[Aim of the exercise]
Given the records below, would you repeat exactly the lines that begin at the one containing "The height and width of the screenshot is (316, 562)." and end at the one containing "In order to click", inclusive?

▶

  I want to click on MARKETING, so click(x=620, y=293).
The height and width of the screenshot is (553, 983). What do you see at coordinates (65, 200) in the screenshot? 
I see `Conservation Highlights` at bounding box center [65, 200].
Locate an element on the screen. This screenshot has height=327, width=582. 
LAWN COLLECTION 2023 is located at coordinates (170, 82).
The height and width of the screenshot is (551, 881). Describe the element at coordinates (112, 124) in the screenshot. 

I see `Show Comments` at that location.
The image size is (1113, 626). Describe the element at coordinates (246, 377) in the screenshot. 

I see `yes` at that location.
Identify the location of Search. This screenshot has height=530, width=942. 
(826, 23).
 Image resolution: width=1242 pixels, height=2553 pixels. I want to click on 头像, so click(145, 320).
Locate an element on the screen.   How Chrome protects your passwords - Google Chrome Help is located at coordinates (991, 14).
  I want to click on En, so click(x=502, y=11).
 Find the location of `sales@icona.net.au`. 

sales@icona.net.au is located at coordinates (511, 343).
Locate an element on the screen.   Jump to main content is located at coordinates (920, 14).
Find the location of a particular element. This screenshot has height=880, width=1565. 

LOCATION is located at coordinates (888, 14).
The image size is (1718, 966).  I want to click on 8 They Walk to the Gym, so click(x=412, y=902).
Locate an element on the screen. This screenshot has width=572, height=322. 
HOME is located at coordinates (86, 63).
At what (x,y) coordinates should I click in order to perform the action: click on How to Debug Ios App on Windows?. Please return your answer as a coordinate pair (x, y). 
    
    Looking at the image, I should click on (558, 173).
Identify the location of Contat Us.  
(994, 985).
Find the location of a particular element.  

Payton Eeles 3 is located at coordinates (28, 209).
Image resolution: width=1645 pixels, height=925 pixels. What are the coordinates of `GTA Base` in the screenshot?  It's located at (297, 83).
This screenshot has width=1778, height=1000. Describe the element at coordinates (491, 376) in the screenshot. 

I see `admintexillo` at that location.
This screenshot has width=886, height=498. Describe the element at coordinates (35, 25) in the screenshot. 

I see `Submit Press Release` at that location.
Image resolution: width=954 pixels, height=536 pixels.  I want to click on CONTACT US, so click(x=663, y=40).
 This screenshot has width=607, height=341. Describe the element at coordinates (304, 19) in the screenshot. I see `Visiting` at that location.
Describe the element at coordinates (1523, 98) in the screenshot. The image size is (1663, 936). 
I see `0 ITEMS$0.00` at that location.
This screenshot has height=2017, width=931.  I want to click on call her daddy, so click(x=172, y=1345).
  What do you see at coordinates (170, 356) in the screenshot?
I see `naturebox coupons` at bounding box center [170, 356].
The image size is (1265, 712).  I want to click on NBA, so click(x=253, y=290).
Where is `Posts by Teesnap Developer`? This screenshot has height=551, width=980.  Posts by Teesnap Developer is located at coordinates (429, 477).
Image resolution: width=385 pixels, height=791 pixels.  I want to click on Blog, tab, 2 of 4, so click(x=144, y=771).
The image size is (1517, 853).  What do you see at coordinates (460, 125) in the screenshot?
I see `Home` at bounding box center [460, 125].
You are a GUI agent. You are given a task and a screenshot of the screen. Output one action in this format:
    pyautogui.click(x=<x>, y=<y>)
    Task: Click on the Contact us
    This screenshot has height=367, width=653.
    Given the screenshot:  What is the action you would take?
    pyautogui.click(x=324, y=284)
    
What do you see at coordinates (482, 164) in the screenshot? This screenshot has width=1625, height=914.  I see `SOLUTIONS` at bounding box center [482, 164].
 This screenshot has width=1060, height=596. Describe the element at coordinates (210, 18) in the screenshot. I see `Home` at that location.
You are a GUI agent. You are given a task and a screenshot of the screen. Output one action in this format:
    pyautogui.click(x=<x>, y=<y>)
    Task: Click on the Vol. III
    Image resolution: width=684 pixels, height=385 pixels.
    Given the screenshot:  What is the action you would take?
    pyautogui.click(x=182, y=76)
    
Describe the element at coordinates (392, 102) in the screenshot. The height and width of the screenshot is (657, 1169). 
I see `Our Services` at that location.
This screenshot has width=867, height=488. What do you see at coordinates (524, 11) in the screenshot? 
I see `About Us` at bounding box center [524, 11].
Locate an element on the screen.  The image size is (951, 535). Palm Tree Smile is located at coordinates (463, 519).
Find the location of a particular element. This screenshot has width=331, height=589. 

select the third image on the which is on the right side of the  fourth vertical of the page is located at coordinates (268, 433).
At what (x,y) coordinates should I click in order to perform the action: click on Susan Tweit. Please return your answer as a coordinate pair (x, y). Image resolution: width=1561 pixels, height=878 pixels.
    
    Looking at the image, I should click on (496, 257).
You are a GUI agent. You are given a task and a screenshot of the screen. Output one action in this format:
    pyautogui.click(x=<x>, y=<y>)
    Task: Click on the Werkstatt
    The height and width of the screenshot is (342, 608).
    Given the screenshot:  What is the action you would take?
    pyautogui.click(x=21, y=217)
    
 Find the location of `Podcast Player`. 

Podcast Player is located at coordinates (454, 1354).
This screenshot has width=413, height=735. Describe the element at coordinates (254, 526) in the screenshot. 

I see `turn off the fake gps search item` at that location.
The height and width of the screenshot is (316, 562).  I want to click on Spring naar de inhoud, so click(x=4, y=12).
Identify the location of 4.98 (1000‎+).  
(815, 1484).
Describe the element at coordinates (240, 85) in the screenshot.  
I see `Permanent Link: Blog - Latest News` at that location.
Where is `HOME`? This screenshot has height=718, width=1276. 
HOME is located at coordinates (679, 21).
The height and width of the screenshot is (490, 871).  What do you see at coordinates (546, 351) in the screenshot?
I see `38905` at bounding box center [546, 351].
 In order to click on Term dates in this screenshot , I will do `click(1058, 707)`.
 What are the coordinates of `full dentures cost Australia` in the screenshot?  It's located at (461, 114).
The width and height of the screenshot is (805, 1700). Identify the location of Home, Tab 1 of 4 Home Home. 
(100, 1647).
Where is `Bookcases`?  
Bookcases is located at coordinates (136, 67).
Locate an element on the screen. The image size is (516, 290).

◀

[Response area]
The height and width of the screenshot is (316, 562).  I want to click on Spring naar de inhoud, so click(x=4, y=12).
Identify the location of 4.98 (1000‎+).  
(815, 1484).
Describe the element at coordinates (240, 85) in the screenshot.  
I see `Permanent Link: Blog - Latest News` at that location.
Where is `HOME`? This screenshot has height=718, width=1276. 
HOME is located at coordinates (679, 21).
The height and width of the screenshot is (490, 871).  What do you see at coordinates (546, 351) in the screenshot?
I see `38905` at bounding box center [546, 351].
 In order to click on Term dates in this screenshot , I will do `click(1058, 707)`.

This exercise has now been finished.